YOUR INSTRUCTIONS:
Print every record exactly as it appears. Leave the pictures out.

[Stored data]
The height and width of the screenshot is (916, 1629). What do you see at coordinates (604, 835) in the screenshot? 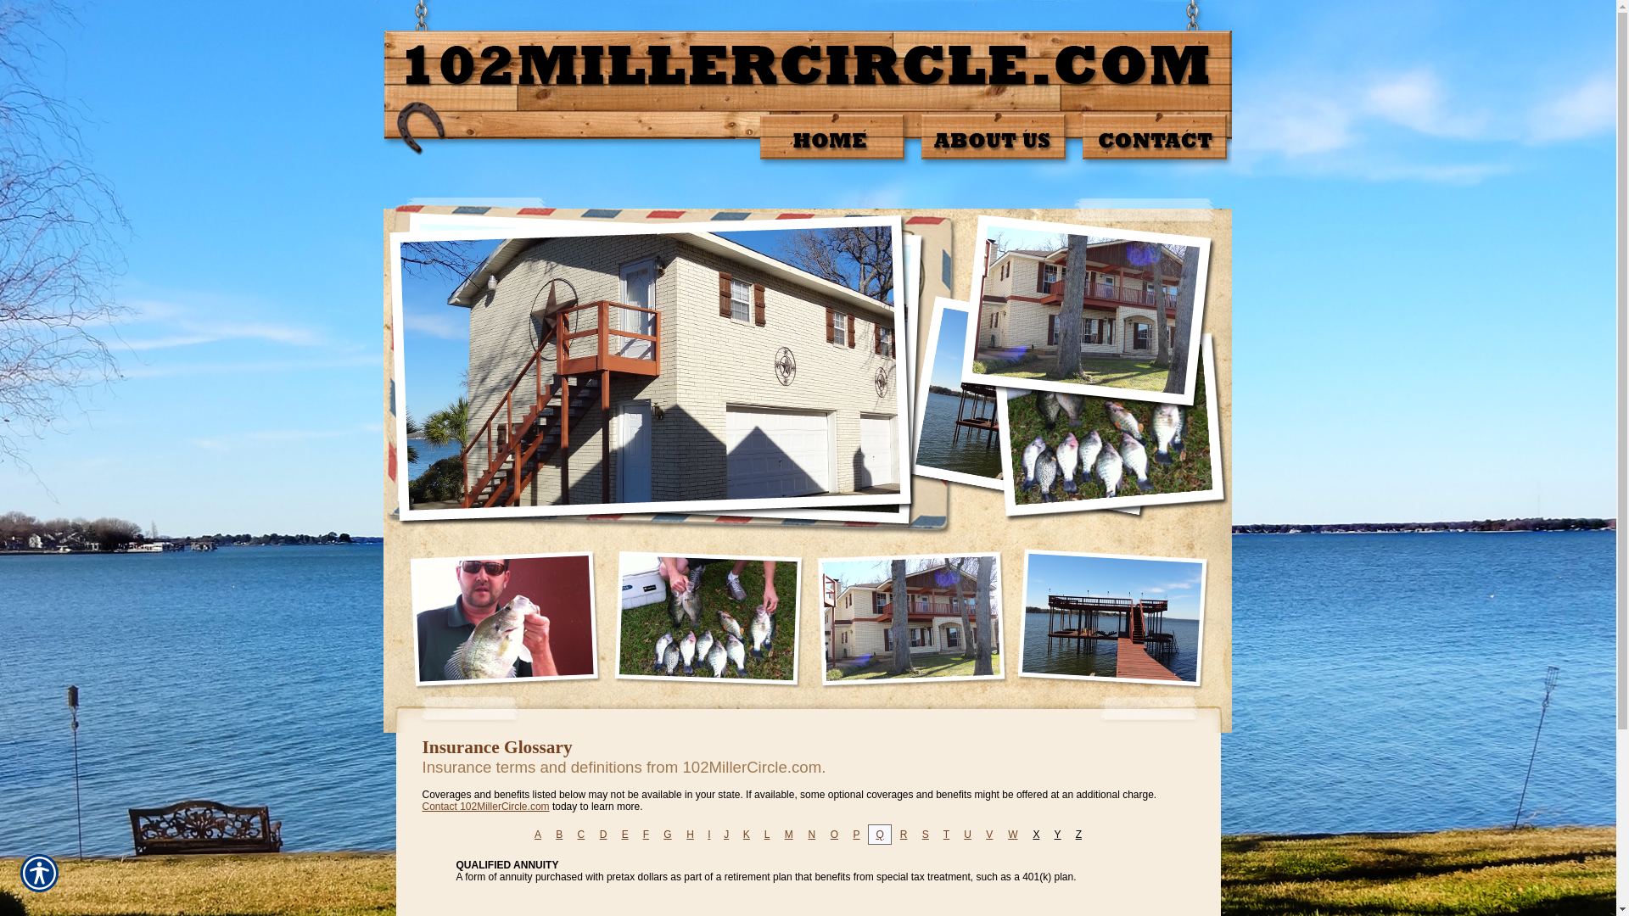
I see `D` at bounding box center [604, 835].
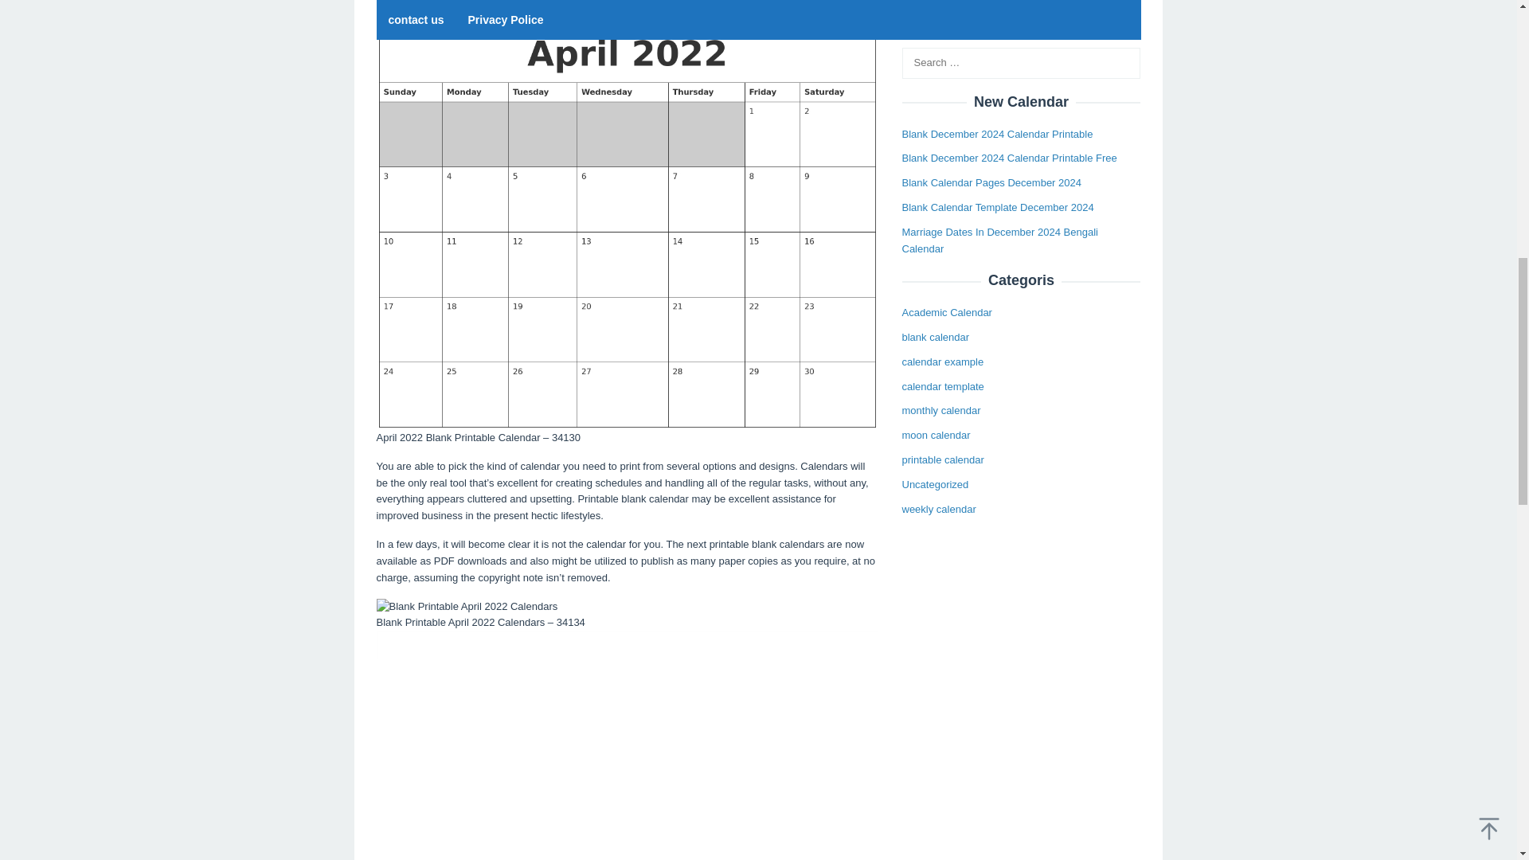  I want to click on April 2022 Calendar - Pdf Word Excel, so click(627, 746).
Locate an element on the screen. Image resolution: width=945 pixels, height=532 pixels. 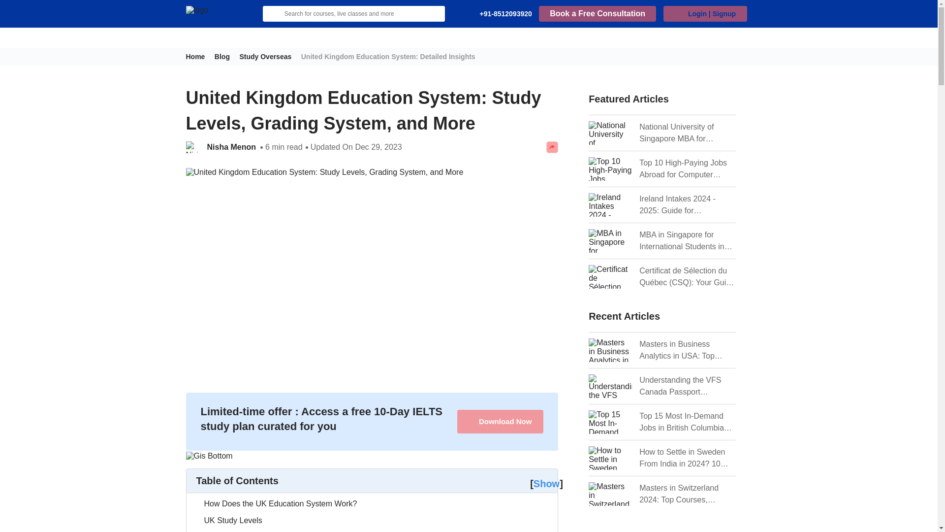
Show is located at coordinates (546, 483).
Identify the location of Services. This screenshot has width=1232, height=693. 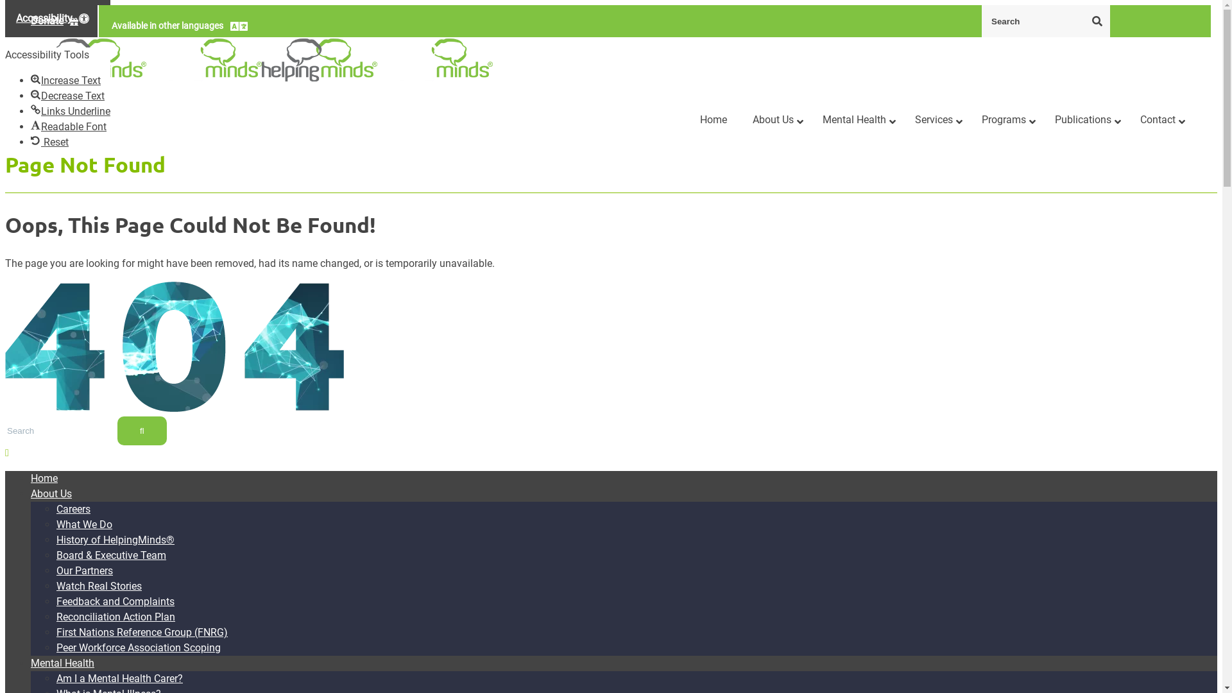
(936, 121).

SOLUTION TO THIS TASK:
The height and width of the screenshot is (916, 1629). What do you see at coordinates (604, 835) in the screenshot? 
I see `D` at bounding box center [604, 835].
  I want to click on April 2022 Calendar - Pdf Word Excel, so click(627, 746).
Locate an element on the screen. Image resolution: width=945 pixels, height=532 pixels. 
Show is located at coordinates (546, 483).
Identify the location of Services. This screenshot has width=1232, height=693. 
(936, 121).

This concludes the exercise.